Go through the listing below and repeat it exactly, dropping the pictures.

Dataset content: Begin

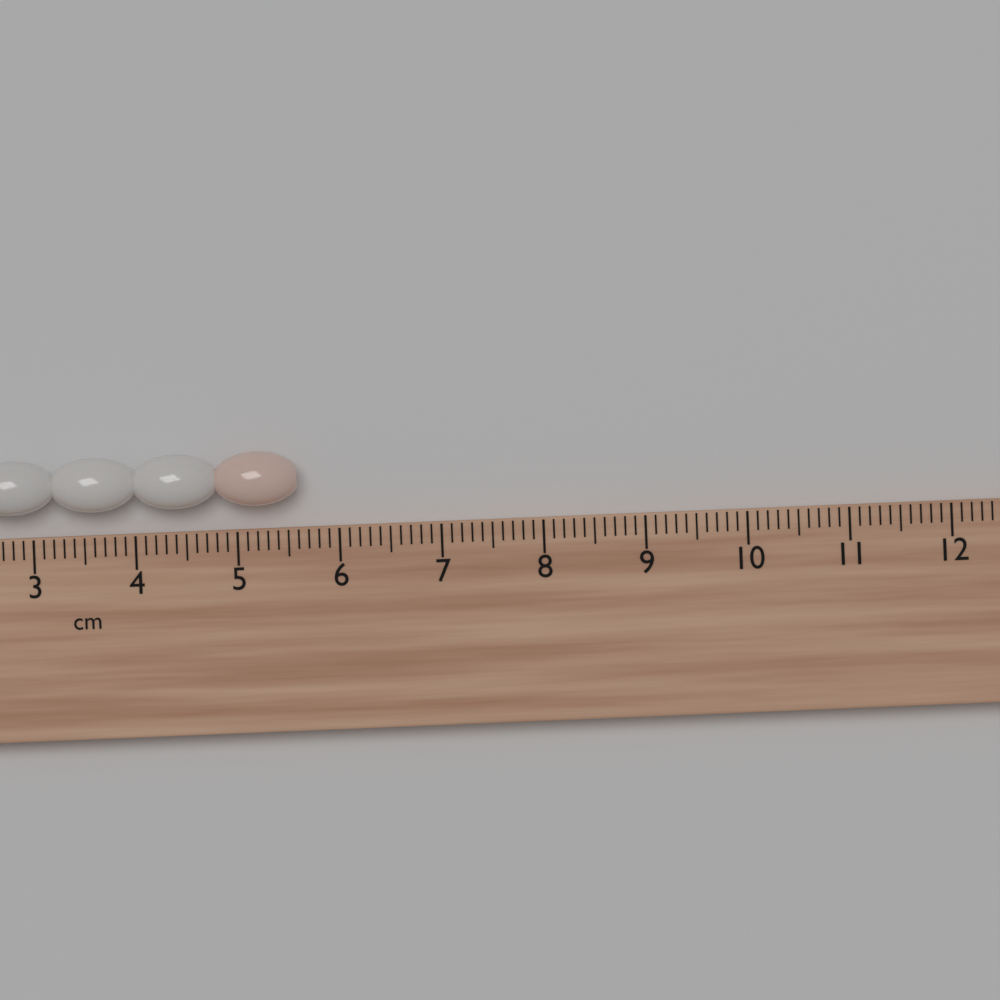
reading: 5.6 cm
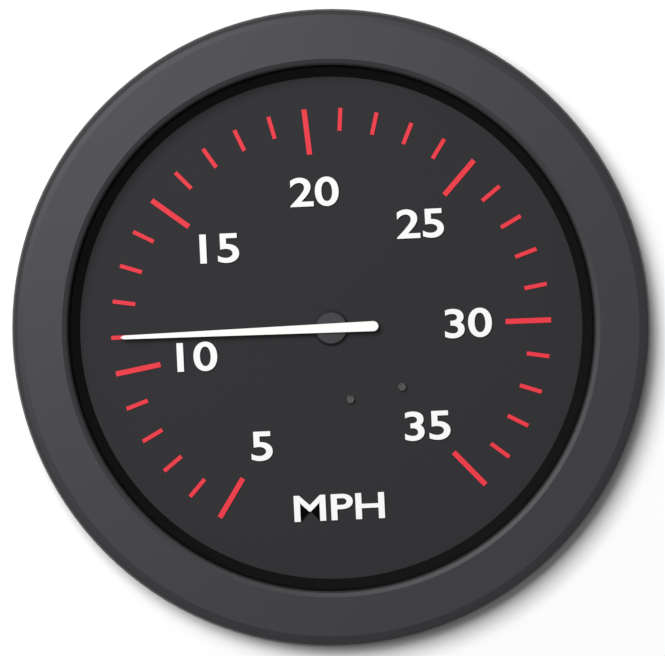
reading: 11 MPH
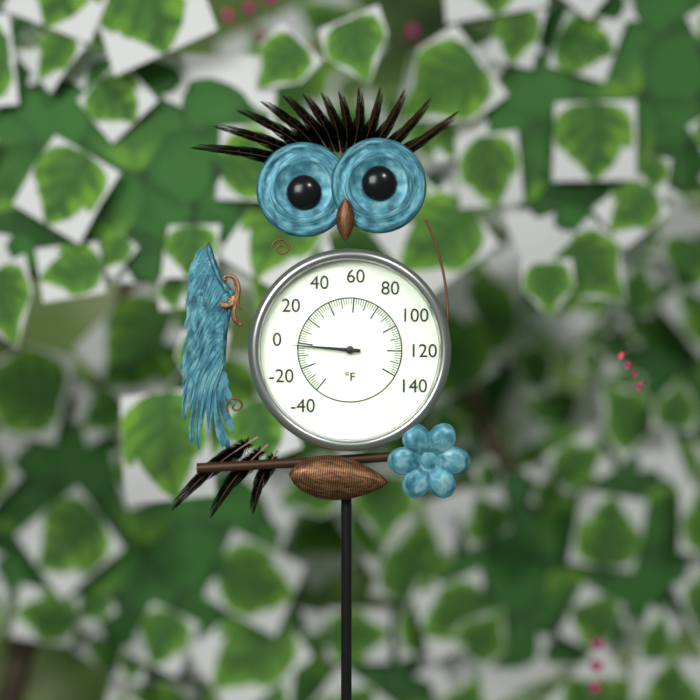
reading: -2 °F
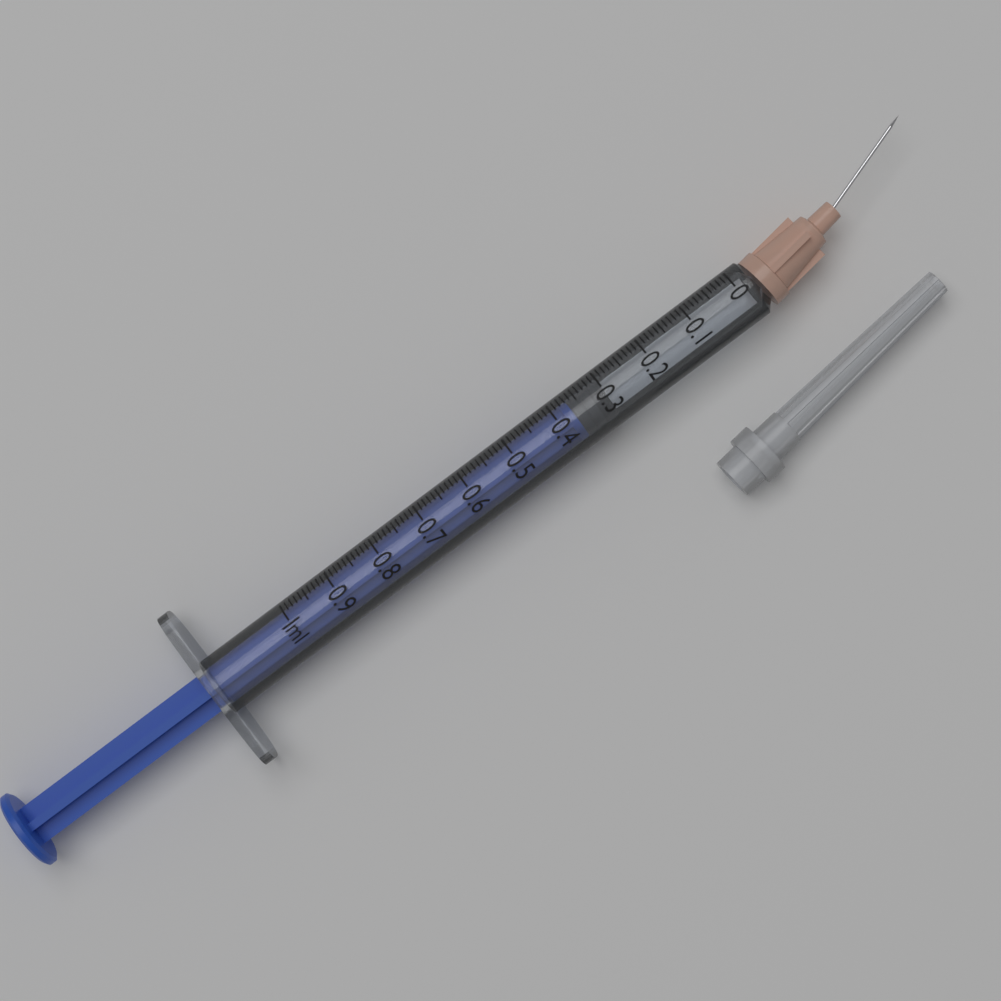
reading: 0.30 ml
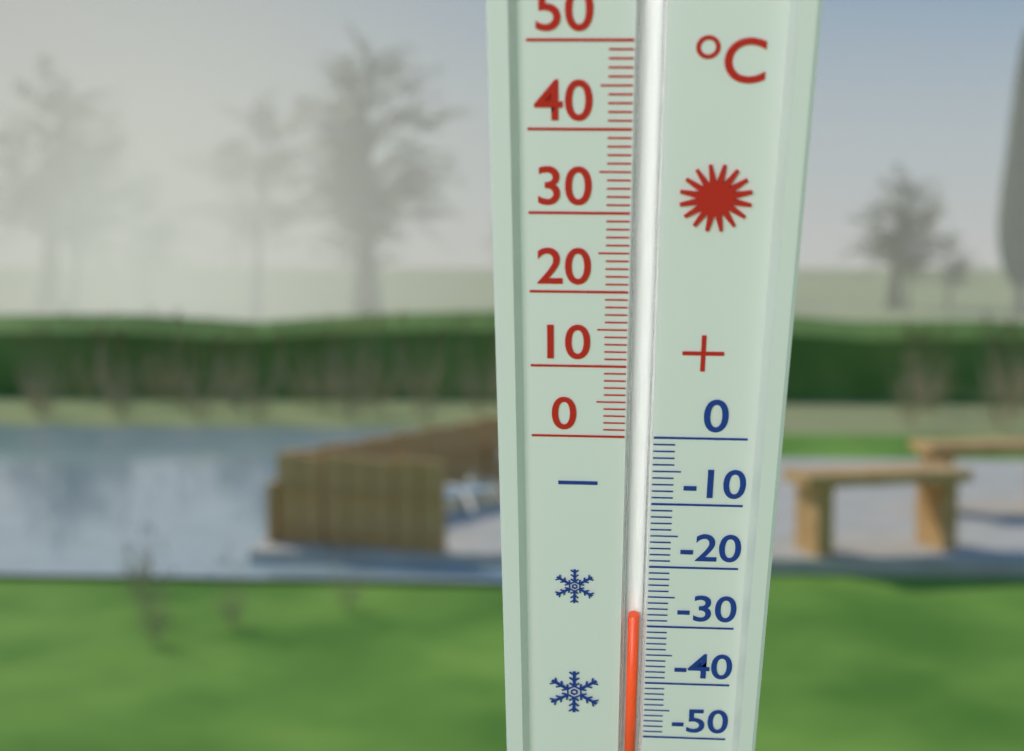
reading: -28 °C
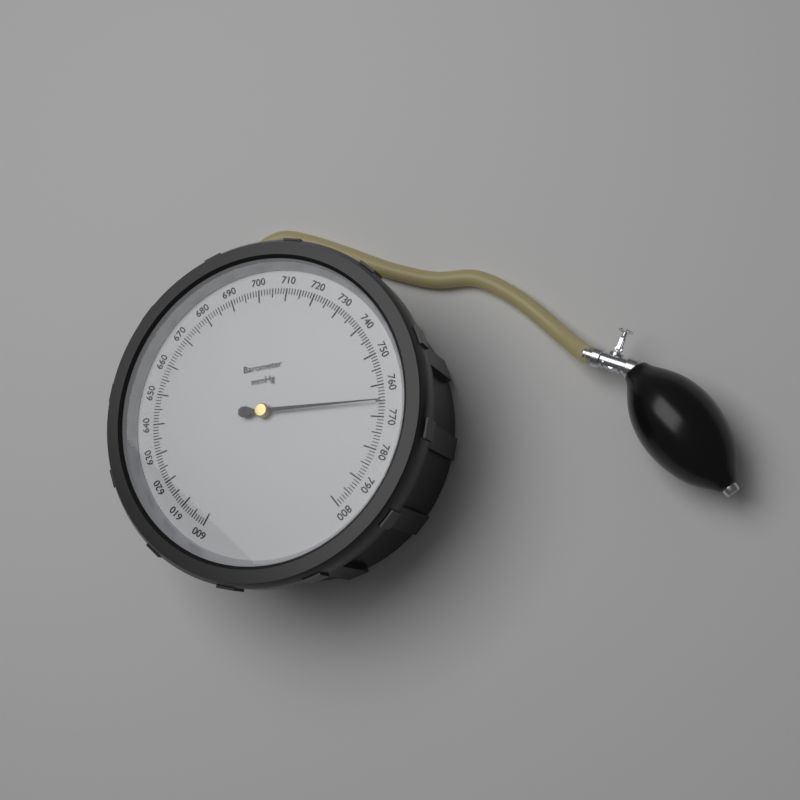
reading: 765 mmHg
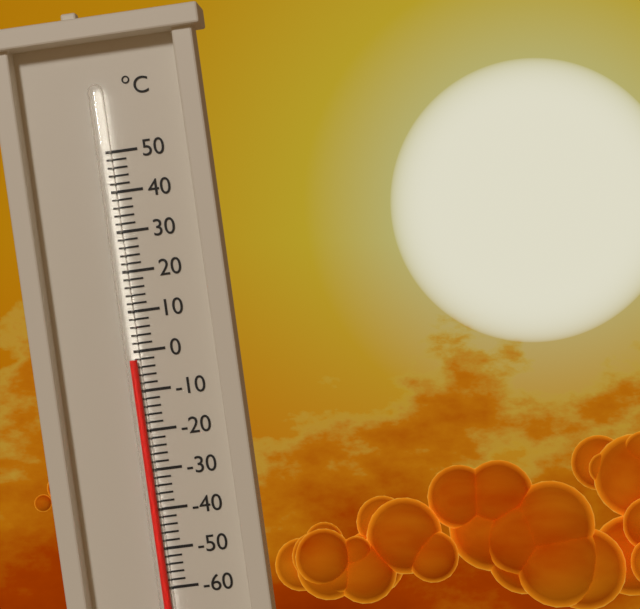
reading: -2 °C
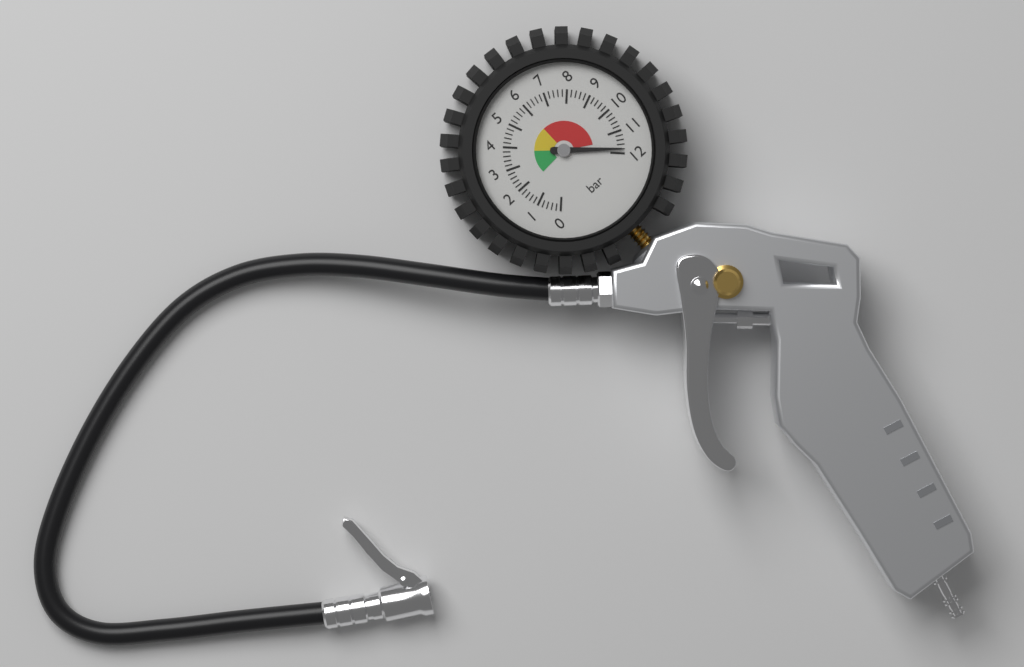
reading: 11.8 bar
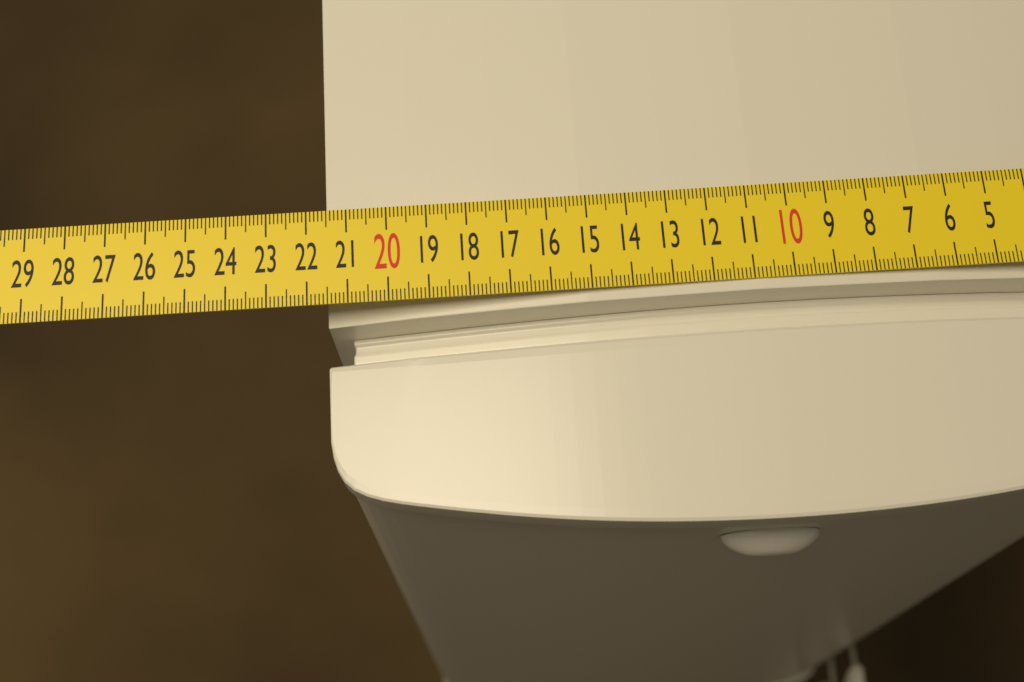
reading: 21.6 cm
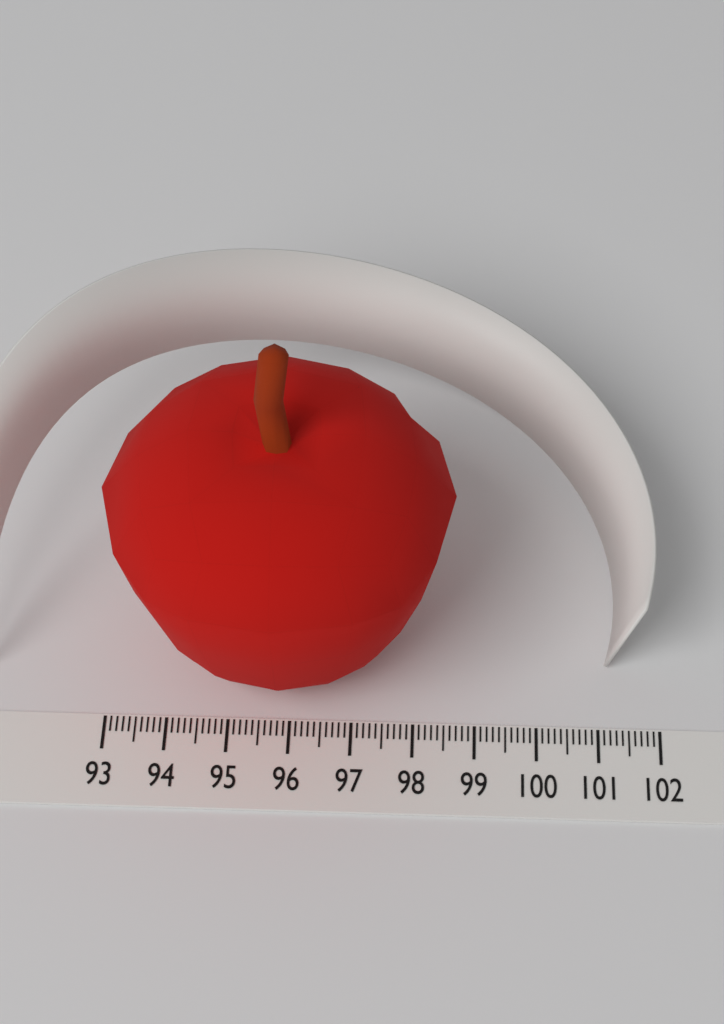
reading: 98.6 (no unit)
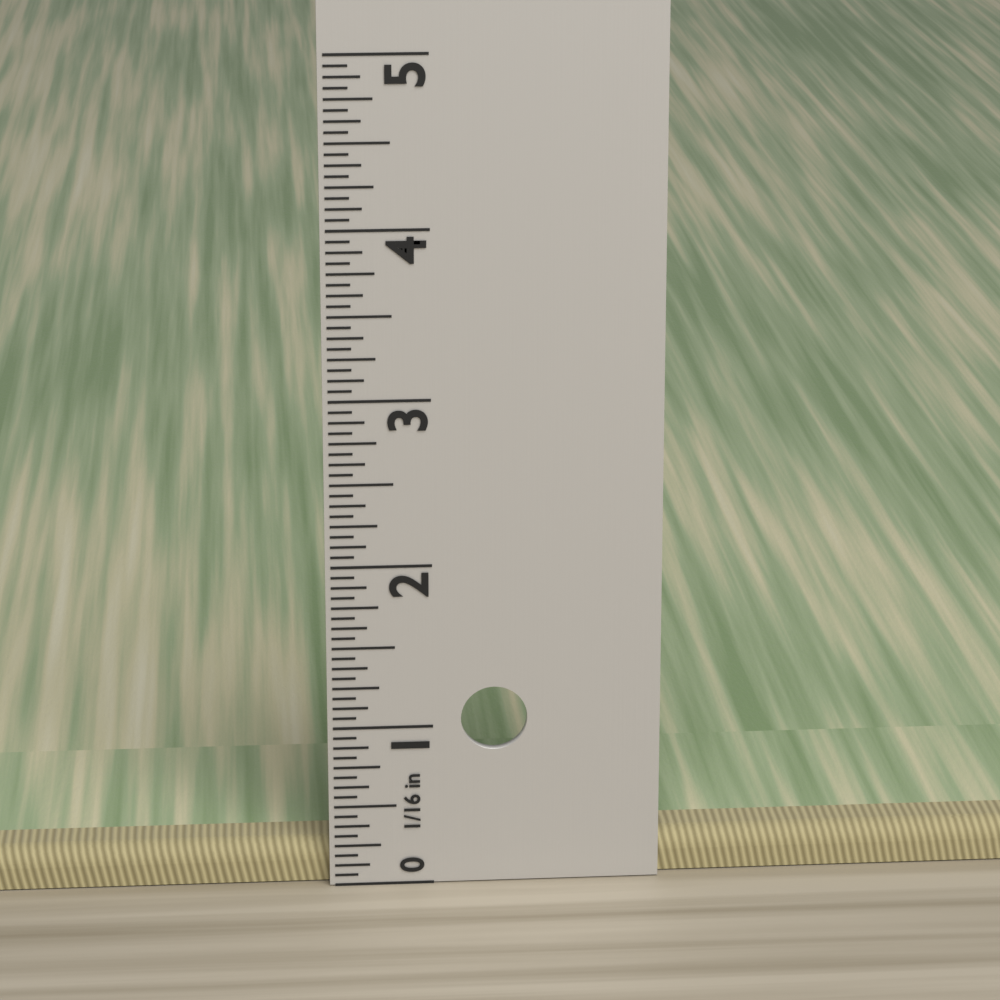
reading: 0.2500 in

Dataset content: End

*Finished exercise*:
reading: 5.6 cm
reading: 11 MPH
reading: -2 °F
reading: 0.30 ml
reading: -28 °C
reading: 765 mmHg
reading: -2 °C
reading: 11.8 bar
reading: 21.6 cm
reading: 98.6 (no unit)
reading: 0.2500 in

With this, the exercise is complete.